Zaboca Child / lelawattee manoo-rahming

De midwife bring meh screaming out,
Mama crying turd girl, fort chile
Papa weeping, bury meh navel
string under de zaboca tree
so ah could bear fruits like
big, purple pears

De pundit call meh Lelawattee
loyal, faithful, shining like de moon
hope fuh a lorse generation so,
ah could make sons tuh imitate
dat fabled phoenix an rise from drunken,
cursed ashes tuh perch on El Tucuche

But papa should ah bury instead
meh afterbirth under de silk cotton tree
where it would ah dance with douens
in ah backward swirl ah infertility
ah ghostly realm ah screaming dreams
dat should ah be, but nevah go be

•••

This version of “Zaboca Child” was originally published in From the Shallow Seas: Bahamian Creative Writing Today, (Casa de las Americas, 1993)

•••

is an Indo-Trinidadian poet, and prose writer married to a Bahamian and resident in The Bahamas. Her poetry and stories have appeared online and in numerous publications around the region, including The Caribbean Writer, Journal of Caribbean Literature, Poui, WomanSpeak, Yinna, and numerous collections and anthologies. She has won several awards for her writing, the most recent being shortlisted for the Proverse Prize out of Hong Kong, part of which was the publication of a book of poetry, Immortelle and Bhandaaraa Poems (Proverse Hong Kong, 2011). Among the other awards are the David Hough Literary Prize (Caribbean Writer, 2001), the Canute A. Brodhurst Prize for Short Fiction (Caribbean Writer, 2009), and Overall Winner of the Commonwealth Broadcasting Association Short Story Competition. She is the author of Curry Flavour (Peepal Tree, 2000) as well as Immortelle and Bhandaaraa Poems.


**DESCRIPTION OF THE TASK**: The answer must consist of every line below that holds the word "parts".

(DATASET RECORDS)

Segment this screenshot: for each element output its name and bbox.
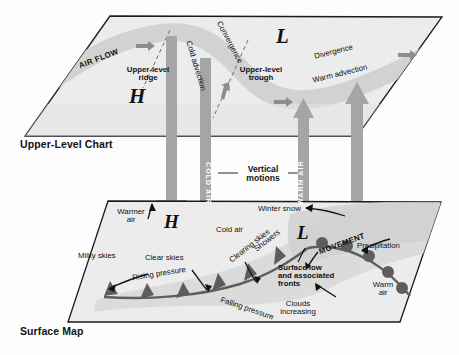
label-upper-level-trough: Upper-level trough bbox=[230, 66, 292, 82]
cold-air-column-label: COLD AIR bbox=[199, 152, 212, 214]
label-clear-skies: Clear skies bbox=[145, 254, 184, 262]
surface-low-symbol: L bbox=[297, 223, 309, 243]
surface-map-title: Surface Map bbox=[20, 326, 84, 337]
label-milky-skies: Milky skies bbox=[78, 252, 116, 260]
label-cold-air: Cold air bbox=[216, 226, 243, 234]
surface-high-symbol: H bbox=[164, 212, 179, 232]
label-clouds-increasing: Clouds increasing bbox=[272, 300, 324, 316]
label-precipitation: Precipitation bbox=[357, 242, 400, 250]
label-warm-air: Warm air bbox=[366, 281, 400, 297]
label-surface-low-and-fronts: Surface low and associated fronts bbox=[278, 264, 334, 289]
label-upper-level-ridge: Upper-level ridge bbox=[117, 66, 179, 82]
upper-level-chart-title: Upper-Level Chart bbox=[20, 139, 113, 150]
weather-diagram: AIR FLOW Upper-level ridge H Cold advect… bbox=[0, 0, 459, 355]
label-vertical-motions: Vertical motions bbox=[238, 165, 288, 183]
upper-high-symbol: H bbox=[129, 85, 145, 107]
label-warmer-air: Warmer air bbox=[110, 208, 152, 224]
label-winter-snow: Winter snow bbox=[258, 205, 301, 213]
upper-low-symbol: L bbox=[276, 25, 289, 47]
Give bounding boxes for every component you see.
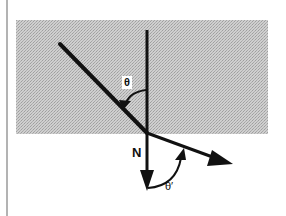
diagram-canvas: θ N θ′ — [0, 0, 286, 216]
theta-prime-arc-arrow-icon — [175, 148, 186, 160]
diagram-svg — [0, 0, 286, 216]
normal-label: N — [132, 146, 141, 159]
refracted-angle-label: θ′ — [165, 181, 173, 192]
medium-region — [16, 20, 268, 134]
incident-angle-label: θ — [122, 76, 132, 89]
refracted-arrow-icon — [207, 150, 233, 166]
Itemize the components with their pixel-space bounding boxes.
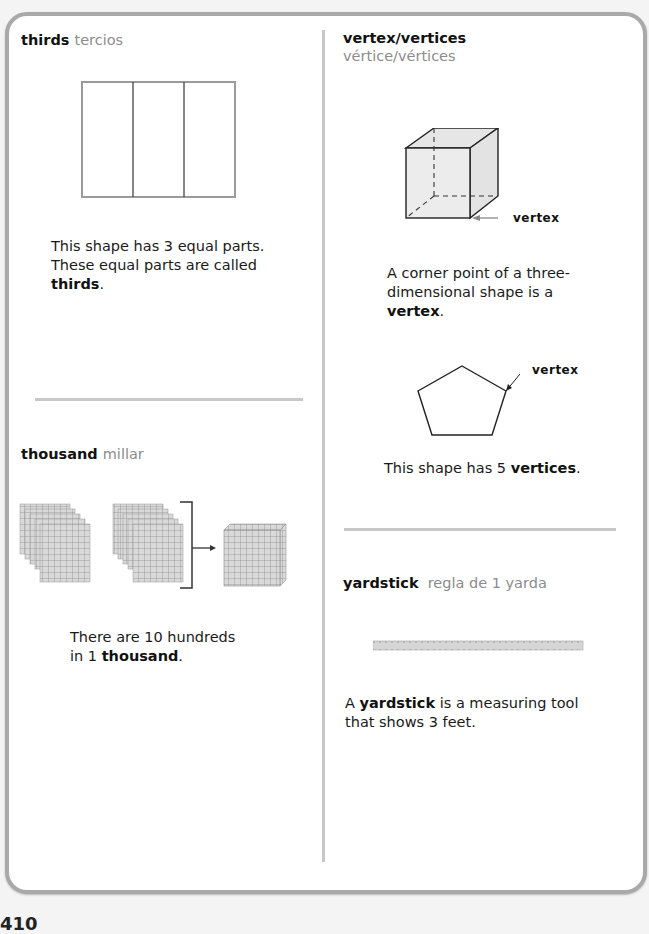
translation-vertice: vértice/vértices bbox=[343, 48, 466, 64]
term-yardstick: yardstick bbox=[343, 575, 419, 591]
thousand-bold: thousand bbox=[102, 648, 179, 664]
yardstick-description: A yardstick is a measuring tool that sho… bbox=[345, 694, 579, 732]
section-divider-right bbox=[344, 528, 616, 531]
thirds-rectangle-figure bbox=[80, 80, 240, 200]
vertex-period: . bbox=[440, 303, 445, 319]
translation-regla: regla de 1 yarda bbox=[428, 575, 547, 591]
vertex-bold: vertex bbox=[387, 303, 440, 319]
thousand-description: There are 10 hundreds in 1 thousand. bbox=[70, 628, 235, 666]
entry-thirds-heading: thirds tercios bbox=[21, 30, 123, 49]
vertex-desc-line3: vertex. bbox=[387, 302, 570, 321]
thousand-blocks-figure bbox=[18, 500, 313, 595]
vertex-description: A corner point of a three- dimensional s… bbox=[387, 264, 570, 321]
yardstick-bold: yardstick bbox=[360, 695, 436, 711]
section-divider-left bbox=[35, 398, 303, 401]
page-number: 410 bbox=[0, 913, 38, 934]
term-vertex: vertex/vertices bbox=[343, 30, 466, 46]
thirds-desc-line2: These equal parts are called bbox=[51, 256, 264, 275]
pentagon-arrow-icon bbox=[502, 373, 532, 393]
vertex-desc-line2: dimensional shape is a bbox=[387, 283, 570, 302]
thirds-description: This shape has 3 equal parts. These equa… bbox=[51, 237, 264, 294]
thousand-desc-line2: in 1 thousand. bbox=[70, 647, 235, 666]
column-divider bbox=[322, 30, 325, 862]
pentagon-period: . bbox=[576, 460, 581, 476]
pentagon-description: This shape has 5 vertices. bbox=[384, 459, 581, 478]
thousand-desc-line1: There are 10 hundreds bbox=[70, 628, 235, 647]
entry-thousand-heading: thousand millar bbox=[21, 444, 144, 463]
term-thousand: thousand bbox=[21, 446, 98, 462]
pentagon-vertex-label: vertex bbox=[532, 363, 579, 377]
thirds-desc-line3: thirds. bbox=[51, 275, 264, 294]
translation-millar: millar bbox=[103, 446, 144, 462]
translation-tercios: tercios bbox=[74, 32, 123, 48]
thirds-desc-line1: This shape has 3 equal parts. bbox=[51, 237, 264, 256]
pentagon-desc-prefix: This shape has 5 bbox=[384, 460, 511, 476]
yardstick-desc-rest: is a measuring tool bbox=[435, 695, 578, 711]
entry-yardstick-heading: yardstick regla de 1 yarda bbox=[343, 573, 547, 592]
cube-vertex-label: vertex bbox=[513, 211, 560, 225]
vertex-desc-line1: A corner point of a three- bbox=[387, 264, 570, 283]
yardstick-desc-line1: A yardstick is a measuring tool bbox=[345, 694, 579, 713]
yardstick-figure bbox=[373, 640, 585, 652]
thirds-period: . bbox=[99, 276, 104, 292]
yardstick-desc-prefix: A bbox=[345, 695, 360, 711]
thousand-period: . bbox=[178, 648, 183, 664]
thirds-bold: thirds bbox=[51, 276, 99, 292]
term-thirds: thirds bbox=[21, 32, 69, 48]
yardstick-desc-line2: that shows 3 feet. bbox=[345, 713, 579, 732]
entry-vertex-heading: vertex/vertices vértice/vértices bbox=[343, 30, 466, 64]
thousand-desc-prefix: in 1 bbox=[70, 648, 102, 664]
vertices-bold: vertices bbox=[511, 460, 576, 476]
pentagon-figure bbox=[410, 360, 520, 440]
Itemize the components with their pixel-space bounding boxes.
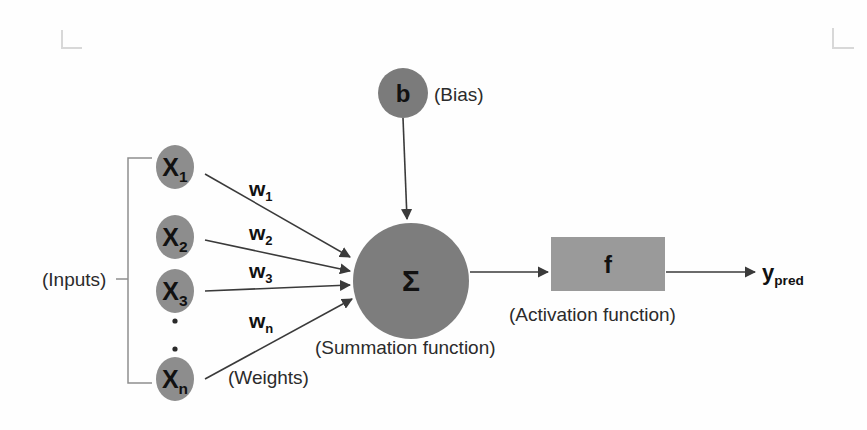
input-node-x2[interactable]: X2 [156, 215, 194, 259]
weight-label-w1: w1 [248, 177, 273, 204]
weight-label-wn: wn [248, 309, 273, 336]
connection-bias [403, 118, 407, 219]
crop-mark-top-left [62, 30, 82, 48]
input-node-x3[interactable]: X3 [156, 269, 194, 313]
bias-caption: (Bias) [434, 84, 484, 105]
weight-label-w2: w2 [248, 221, 273, 248]
activation-caption: (Activation function) [509, 304, 676, 325]
input-node-x1[interactable]: X1 [156, 145, 194, 189]
weights-group-label: (Weights) [228, 367, 309, 388]
connection-x3 [205, 285, 350, 291]
diagram-canvas: (Inputs) X1 X2 X3 Xn w1 w2 [0, 0, 867, 430]
crop-mark-top-right [833, 28, 854, 48]
bias-node-label: b [396, 80, 411, 107]
weight-label-w3: w3 [248, 259, 273, 286]
summation-caption: (Summation function) [315, 337, 496, 358]
neural-neuron-diagram: (Inputs) X1 X2 X3 Xn w1 w2 [0, 0, 867, 430]
inputs-bracket [116, 158, 152, 383]
output-label: ypred [762, 260, 804, 288]
activation-box[interactable]: f [551, 237, 665, 291]
summation-node-label: Σ [402, 264, 420, 297]
bias-node[interactable]: b [378, 68, 428, 118]
ellipsis-dot-1 [172, 318, 177, 323]
ellipsis-dot-2 [172, 346, 177, 351]
input-node-xn[interactable]: Xn [156, 357, 194, 401]
summation-node[interactable]: Σ [353, 223, 469, 339]
activation-box-label: f [604, 251, 613, 278]
inputs-group-label: (Inputs) [42, 269, 106, 290]
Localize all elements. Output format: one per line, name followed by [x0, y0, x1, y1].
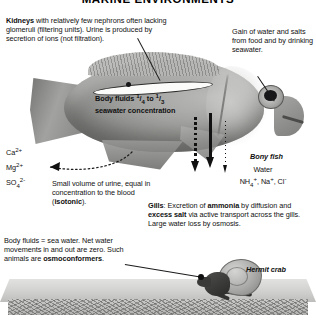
hermit-crab-label: Hermit crab — [246, 266, 286, 275]
ion-item-calcium: Ca2+ — [6, 144, 46, 159]
body-fluids-middle: to — [145, 94, 156, 103]
arrow-shaft — [194, 117, 196, 163]
ion-list: Ca2+ Mg2+ SO42- — [6, 144, 46, 191]
fraction-2-denominator: 3 — [161, 98, 164, 105]
gills-annotation: Gills: Excretion of ammonia by diffusion… — [148, 202, 313, 229]
osmoconformers-keyword: osmoconformers — [43, 254, 102, 263]
urine-text-b: ). — [82, 197, 86, 206]
ion-charge: 2+ — [15, 146, 22, 153]
body-fluids-prefix: Body fluids — [95, 94, 136, 103]
ion-symbol: Mg — [6, 163, 16, 172]
urine-annotation: Small volume of urine, equal in concentr… — [52, 180, 156, 207]
sodium-symbol: , Na — [257, 177, 270, 186]
kidney-pointer-dot — [126, 82, 131, 87]
kidneys-keyword: Kidneys — [6, 16, 34, 25]
excess-salt-keyword: excess salt — [148, 210, 186, 219]
chloride-symbol: , Cl — [274, 177, 285, 186]
figure-title: MARINE ENVIRONMENTS — [0, 0, 316, 5]
arrow-head — [191, 161, 199, 172]
water-label: Water — [213, 166, 313, 175]
osmoconformer-leader-dot — [198, 274, 204, 280]
ion-item-magnesium: Mg2+ — [6, 159, 46, 174]
fish-dorsal-fin — [88, 52, 220, 76]
ion-symbol: SO — [6, 178, 16, 187]
osmoconformer-leader-line — [125, 264, 202, 278]
ion-charge: 2+ — [16, 161, 23, 168]
arrow-shaft — [225, 121, 227, 167]
excreted-ions-label: NH4+, Na+, Cl- — [213, 175, 313, 190]
gain-of-water-annotation: Gain of water and salts from food and by… — [232, 28, 314, 55]
ion-charge: 2- — [20, 176, 25, 183]
ion-item-sulfate: SO42- — [6, 174, 46, 191]
arrow-shaft — [209, 113, 211, 159]
osmo-text-b: . — [102, 254, 104, 263]
gills-keyword: Gills — [148, 201, 164, 210]
ion-secretion-arrow — [36, 148, 136, 176]
ammonia-keyword: ammonia — [207, 201, 239, 210]
chloride-charge: - — [284, 175, 286, 182]
gills-seg-b: by diffusion and — [239, 201, 291, 210]
fraction-2-numerator: 1 — [156, 92, 159, 99]
body-fluids-annotation: Body fluids 1/4 to 1/3seawater concentra… — [95, 92, 210, 116]
bony-fish-label: Bony fish — [250, 153, 283, 162]
ion-symbol: Ca — [6, 148, 15, 157]
kidneys-annotation: Kidneys with relatively few nephrons oft… — [6, 17, 181, 44]
water-ions-annotation: Water NH4+, Na+, Cl- — [213, 166, 313, 190]
body-fluids-suffix: seawater concentration — [95, 106, 175, 115]
ammonium-symbol: NH — [240, 177, 250, 186]
osmoconformers-annotation: Body fluids = sea water. Net water movem… — [4, 237, 144, 264]
fraction-1-numerator: 1 — [136, 92, 139, 99]
marine-environments-figure: MARINE ENVIRONMENTS — [0, 0, 316, 321]
gill-arrow-water-in — [191, 117, 200, 179]
isotonic-keyword: isotonic — [54, 197, 82, 206]
gills-seg-a: : Excretion of — [164, 201, 208, 210]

(End DATASET RECORDS)

**TASK ANSWER**:
thirds-desc-line2: These equal parts are called bbox=[51, 256, 264, 275]
thirds-description: This shape has 3 equal parts. These equa… bbox=[51, 237, 264, 294]
thirds-desc-line1: This shape has 3 equal parts. bbox=[51, 237, 264, 256]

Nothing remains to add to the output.